“Then what did the Indians ride on before the Spaniards came?”

“They didn’t ride.”

The cowboy turned to Antoine for confirmation, and the young paleontologist nodded in support of Perry’s assertion.

“Yes, yes, he is right, Mr. Round-up Dick,” he answered. “The Indians did not have horses before the white man came. You will remember that even among the Sioux, all their early means of transport was with a dog travois, two poles dragging along the ground. When the Sioux did get horses, they merely made a longer travois.”

“What killed off all the horses?”

“It’s a mystery,” Perry answered, “no one really knows. We’ve found fossils of insects like the tse-tse fly—that’s the one that causes sleeping-sickness among the cattle in Africa—and maybe there was a plague of these flies which started an epidemic that killed off all the wild horses.”
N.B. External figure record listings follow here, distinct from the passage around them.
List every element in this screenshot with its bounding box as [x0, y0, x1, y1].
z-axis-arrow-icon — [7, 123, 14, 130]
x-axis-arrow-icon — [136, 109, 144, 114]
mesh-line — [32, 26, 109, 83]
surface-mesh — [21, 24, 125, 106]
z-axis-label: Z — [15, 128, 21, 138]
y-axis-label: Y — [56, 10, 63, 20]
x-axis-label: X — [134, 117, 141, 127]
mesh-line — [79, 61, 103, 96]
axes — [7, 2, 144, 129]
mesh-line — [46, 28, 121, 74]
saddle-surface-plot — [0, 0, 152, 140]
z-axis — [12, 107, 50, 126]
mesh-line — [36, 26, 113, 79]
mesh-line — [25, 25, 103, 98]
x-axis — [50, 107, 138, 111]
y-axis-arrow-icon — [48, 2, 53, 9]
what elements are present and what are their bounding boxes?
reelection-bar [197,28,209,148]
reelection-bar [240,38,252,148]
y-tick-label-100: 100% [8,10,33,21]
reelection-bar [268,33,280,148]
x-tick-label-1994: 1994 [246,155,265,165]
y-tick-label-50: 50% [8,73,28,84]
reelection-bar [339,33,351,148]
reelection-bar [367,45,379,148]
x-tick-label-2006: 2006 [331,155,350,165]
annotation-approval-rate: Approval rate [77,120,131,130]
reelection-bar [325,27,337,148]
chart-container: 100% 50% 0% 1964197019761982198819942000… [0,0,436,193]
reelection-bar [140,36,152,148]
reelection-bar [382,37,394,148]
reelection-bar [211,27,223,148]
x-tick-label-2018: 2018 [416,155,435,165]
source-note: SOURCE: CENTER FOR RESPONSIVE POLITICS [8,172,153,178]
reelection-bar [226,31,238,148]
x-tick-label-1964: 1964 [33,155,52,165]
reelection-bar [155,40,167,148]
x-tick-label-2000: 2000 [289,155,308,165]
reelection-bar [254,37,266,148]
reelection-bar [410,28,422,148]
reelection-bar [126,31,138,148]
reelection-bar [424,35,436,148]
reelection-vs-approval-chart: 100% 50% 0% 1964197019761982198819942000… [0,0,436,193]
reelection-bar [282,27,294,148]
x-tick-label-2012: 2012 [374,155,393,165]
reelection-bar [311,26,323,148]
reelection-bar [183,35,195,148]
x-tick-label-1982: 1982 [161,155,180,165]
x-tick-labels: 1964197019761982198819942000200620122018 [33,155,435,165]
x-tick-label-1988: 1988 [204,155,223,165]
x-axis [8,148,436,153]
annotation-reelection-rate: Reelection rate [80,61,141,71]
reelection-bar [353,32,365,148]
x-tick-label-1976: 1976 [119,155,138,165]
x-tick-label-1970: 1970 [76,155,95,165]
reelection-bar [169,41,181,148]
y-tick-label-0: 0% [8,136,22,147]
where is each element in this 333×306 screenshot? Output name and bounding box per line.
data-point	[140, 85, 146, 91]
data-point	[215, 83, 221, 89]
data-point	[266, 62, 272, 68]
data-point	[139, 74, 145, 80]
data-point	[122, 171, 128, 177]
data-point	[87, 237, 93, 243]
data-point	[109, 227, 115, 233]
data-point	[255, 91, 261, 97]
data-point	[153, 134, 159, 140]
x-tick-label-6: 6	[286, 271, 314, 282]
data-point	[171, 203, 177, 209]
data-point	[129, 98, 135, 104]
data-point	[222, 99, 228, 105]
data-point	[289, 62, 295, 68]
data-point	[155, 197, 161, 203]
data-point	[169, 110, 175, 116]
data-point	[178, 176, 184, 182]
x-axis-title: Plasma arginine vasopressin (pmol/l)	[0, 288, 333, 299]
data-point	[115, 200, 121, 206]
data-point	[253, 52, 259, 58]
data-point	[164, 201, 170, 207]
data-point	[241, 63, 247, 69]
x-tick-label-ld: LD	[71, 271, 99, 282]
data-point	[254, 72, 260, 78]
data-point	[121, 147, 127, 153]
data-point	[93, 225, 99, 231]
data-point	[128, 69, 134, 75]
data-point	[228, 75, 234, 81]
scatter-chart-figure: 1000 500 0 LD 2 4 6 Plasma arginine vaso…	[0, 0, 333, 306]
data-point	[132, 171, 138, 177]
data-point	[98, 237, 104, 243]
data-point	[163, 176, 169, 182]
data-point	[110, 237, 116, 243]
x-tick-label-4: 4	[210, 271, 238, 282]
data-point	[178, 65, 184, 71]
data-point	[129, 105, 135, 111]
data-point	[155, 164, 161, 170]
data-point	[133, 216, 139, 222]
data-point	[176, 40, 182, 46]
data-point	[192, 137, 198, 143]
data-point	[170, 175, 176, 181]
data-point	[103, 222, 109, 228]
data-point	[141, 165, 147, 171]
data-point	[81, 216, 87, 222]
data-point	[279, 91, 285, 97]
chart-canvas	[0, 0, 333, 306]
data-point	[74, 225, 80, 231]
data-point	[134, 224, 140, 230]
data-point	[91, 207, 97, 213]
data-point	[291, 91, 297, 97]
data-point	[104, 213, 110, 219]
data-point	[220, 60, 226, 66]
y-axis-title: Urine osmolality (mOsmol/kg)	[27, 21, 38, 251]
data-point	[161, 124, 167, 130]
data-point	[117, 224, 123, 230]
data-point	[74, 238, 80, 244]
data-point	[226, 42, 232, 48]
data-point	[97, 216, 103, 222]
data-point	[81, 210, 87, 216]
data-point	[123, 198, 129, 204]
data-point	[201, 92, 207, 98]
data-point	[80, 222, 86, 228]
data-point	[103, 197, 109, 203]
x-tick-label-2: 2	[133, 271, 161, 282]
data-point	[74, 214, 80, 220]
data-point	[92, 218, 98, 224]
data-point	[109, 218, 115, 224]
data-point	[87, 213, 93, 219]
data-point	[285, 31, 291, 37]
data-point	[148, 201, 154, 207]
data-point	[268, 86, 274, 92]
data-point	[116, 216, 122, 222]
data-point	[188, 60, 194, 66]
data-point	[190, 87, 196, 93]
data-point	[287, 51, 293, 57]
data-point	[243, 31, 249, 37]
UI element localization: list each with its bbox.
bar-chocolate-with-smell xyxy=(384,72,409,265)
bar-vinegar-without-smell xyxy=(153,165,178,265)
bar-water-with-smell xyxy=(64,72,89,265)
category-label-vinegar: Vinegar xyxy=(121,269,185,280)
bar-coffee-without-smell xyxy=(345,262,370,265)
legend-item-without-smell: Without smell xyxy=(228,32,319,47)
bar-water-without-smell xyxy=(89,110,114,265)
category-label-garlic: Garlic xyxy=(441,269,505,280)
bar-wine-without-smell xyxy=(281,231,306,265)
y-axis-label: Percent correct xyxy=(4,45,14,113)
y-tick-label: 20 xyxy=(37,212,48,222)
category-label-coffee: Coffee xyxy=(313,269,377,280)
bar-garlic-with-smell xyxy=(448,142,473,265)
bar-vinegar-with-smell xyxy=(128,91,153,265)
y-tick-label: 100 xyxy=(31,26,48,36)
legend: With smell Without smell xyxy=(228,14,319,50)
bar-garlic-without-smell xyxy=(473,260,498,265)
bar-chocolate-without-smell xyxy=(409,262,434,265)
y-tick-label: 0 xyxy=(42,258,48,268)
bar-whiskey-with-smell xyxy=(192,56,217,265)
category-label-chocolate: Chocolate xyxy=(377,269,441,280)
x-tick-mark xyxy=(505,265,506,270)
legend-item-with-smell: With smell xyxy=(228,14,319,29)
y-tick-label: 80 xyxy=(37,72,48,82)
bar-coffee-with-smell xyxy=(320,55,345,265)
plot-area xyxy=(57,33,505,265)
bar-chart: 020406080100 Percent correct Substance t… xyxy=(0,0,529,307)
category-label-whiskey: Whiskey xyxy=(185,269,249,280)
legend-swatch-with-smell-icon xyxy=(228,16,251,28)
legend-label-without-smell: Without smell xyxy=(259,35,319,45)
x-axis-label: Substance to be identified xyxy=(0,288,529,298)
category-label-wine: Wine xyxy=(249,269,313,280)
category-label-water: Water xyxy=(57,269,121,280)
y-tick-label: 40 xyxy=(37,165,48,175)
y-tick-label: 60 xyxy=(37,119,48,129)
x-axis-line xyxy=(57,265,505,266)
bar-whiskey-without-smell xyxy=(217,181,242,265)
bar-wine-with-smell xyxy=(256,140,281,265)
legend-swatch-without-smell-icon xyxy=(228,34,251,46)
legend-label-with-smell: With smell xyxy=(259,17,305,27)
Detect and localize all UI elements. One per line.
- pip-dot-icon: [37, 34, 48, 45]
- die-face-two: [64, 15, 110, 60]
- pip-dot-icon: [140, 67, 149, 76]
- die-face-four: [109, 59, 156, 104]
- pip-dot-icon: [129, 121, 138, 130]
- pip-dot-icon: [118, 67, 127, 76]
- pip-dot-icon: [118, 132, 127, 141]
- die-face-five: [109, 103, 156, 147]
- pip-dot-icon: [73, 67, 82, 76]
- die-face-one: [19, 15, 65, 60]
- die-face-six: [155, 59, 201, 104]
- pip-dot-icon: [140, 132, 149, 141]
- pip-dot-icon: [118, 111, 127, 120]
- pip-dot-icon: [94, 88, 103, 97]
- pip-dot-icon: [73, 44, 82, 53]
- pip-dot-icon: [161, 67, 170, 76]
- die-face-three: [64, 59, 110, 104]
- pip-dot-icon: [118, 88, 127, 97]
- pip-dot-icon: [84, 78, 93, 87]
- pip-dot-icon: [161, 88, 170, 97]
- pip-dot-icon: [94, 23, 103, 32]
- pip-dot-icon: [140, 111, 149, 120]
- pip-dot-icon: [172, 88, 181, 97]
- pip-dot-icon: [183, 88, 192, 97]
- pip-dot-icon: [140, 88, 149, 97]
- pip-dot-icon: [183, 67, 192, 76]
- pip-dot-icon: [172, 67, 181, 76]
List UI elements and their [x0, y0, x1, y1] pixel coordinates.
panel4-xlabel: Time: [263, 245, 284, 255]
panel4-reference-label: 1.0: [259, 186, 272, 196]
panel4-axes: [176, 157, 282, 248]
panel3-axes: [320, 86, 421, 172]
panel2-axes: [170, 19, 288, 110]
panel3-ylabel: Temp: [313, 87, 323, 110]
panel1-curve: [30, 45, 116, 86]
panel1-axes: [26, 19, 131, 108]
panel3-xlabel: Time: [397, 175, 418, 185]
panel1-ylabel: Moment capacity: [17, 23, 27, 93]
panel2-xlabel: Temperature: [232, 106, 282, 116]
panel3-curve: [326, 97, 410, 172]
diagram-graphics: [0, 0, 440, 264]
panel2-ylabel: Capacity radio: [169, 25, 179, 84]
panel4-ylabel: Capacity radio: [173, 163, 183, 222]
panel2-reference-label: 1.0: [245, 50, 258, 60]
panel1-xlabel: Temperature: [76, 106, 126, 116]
Perry was about to plunge into a talk over the different reasons why some of the older types of animals became extinct, when suddenly, the cowboy gave a whoop and spurred his horse to the gallop. As they were riding down a gully, where the ground was very uneven, the boy was only too glad to pay full attention to his mount. But the cow pony, though going at full speed, picked his way perfectly. In full career, Round-up Dick swerved round the corner of a cliff and stopped dead. Perry had just time to brace himself against being thrown over his pony’s head, when the cowboy, pointing with his finger, said:

“Give it a handle!”

Perry looked up.

There, standing out from the cliff as though it were one of the ancient bulls of Assyria, was part of the skull and the foot of an animal, the hoof pointed downwards as though the creature were going to gallop right out of the cliff.